Photo Engineer said:
Mr. Gainer, well said. I agree for with the following qualification. If you remain within a given manufacturers products such as Ilford, then there is a great probability that all grade 2 papers (contact and enlarging both) will have the same toe and shoulder. This is due to the nature of the definition of the aim and physical and chemcial laws coupled with the coating process. If you use a Kodak product with the same grade, the mid scale will (must?) be the same due to the ANSI definition of 'grade 2', but the toe and shoulder may differ due to those same physical and chemical laws accouting for the manufacturing process and chemical differences between manufacturers.
Inventory and testing procedures within a given manufacturer lead to this sort of behavior. They try to use common chemicals across products for similar purposes, and these tend to lead to the same toe and shoulder curves.
PE
Not to be contentious but hoping to be informative, I found my copy of the 1982 Kodak publication. "Quality Enlarging with Kodak B/W Papers". I quote from the portion dealing with use of spot metering:
"METERING FOR PAPER CONTRAST
By measurement of a diffuse highlight area and a shadow area of the negative image projected onto the easel, and finding the difference, the proper contrast of paper for the image can be found.
When the log-illuminance range of the image matches the log-exposure range of the paper, the paper will print the image with acceptable contrast."
There is no mention in this publication of the use of the slope of the linear part of the characteristic curve as a measure of contrast grade. The log-exposure ranges of the various paper grades are expressed as the difference between the values required to produce 0.9 Dmax and 0.04. It is quite obvious from the diagrams that these diffuse highlight and shadow points are well out on the non-linear part of the curve.
An examination of the characteristic curves shows that in fact a number of the papers have no appreciable straight portion. As of 1982, the toe and shoulder gradations of these papers are not any more likely to be like one another than to be like the curves of another manufacturer. The curves for AZO show why the AZO afficionados prefer grade 3 over grade 2. The difference in curve shape is rather large, as is the difference in Dmax.
The papers available now may be much more alike. If they were all alike, there would be no need for more than one general type. I am sure that if the manufacturers could lead us in that direction, it would be an economy for them. Perhaps it would not be such a bad thing for us, but then we might say the same thing about the move from silver to digital. Even so, we will still cry about it.
I'm going on 78 years of age, so I hope you understand why I wax nostalgic.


▶ **Exercise description**
Search for the word "symbol" in the entries. Each line that holds it should be copied.
=== Materials provided ===
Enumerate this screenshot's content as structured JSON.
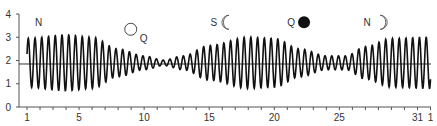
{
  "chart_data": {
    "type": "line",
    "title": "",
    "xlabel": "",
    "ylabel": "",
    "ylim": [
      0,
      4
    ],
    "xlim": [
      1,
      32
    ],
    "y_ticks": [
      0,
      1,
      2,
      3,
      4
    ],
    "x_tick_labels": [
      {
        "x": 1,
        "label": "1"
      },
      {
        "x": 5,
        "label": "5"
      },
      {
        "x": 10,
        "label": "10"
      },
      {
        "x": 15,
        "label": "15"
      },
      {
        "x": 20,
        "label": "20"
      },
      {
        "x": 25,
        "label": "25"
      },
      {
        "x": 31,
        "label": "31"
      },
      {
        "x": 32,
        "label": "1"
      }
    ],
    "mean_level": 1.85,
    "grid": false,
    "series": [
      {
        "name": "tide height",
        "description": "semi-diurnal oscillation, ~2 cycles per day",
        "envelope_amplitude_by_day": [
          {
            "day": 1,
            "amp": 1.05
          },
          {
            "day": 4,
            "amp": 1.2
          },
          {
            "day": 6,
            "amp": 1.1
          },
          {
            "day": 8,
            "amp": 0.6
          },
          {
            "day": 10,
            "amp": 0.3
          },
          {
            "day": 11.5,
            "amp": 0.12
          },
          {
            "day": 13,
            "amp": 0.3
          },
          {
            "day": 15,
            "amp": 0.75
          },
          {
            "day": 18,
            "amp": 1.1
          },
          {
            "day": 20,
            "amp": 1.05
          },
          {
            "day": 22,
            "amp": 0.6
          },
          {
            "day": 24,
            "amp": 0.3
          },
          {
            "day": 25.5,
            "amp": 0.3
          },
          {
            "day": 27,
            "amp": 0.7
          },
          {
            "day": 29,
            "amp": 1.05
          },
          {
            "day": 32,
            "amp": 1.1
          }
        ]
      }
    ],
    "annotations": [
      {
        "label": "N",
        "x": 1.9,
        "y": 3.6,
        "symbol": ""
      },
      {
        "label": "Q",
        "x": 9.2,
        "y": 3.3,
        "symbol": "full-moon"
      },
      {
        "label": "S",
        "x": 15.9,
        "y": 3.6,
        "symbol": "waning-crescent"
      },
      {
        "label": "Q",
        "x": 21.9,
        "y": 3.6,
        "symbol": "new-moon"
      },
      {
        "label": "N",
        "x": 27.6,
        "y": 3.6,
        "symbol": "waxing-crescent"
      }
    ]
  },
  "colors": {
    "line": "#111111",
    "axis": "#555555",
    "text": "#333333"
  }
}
===
▶ **Written answer**
        "symbol": ""
        "symbol": "full-moon"
        "symbol": "waning-crescent"
        "symbol": "new-moon"
        "symbol": "waxing-crescent"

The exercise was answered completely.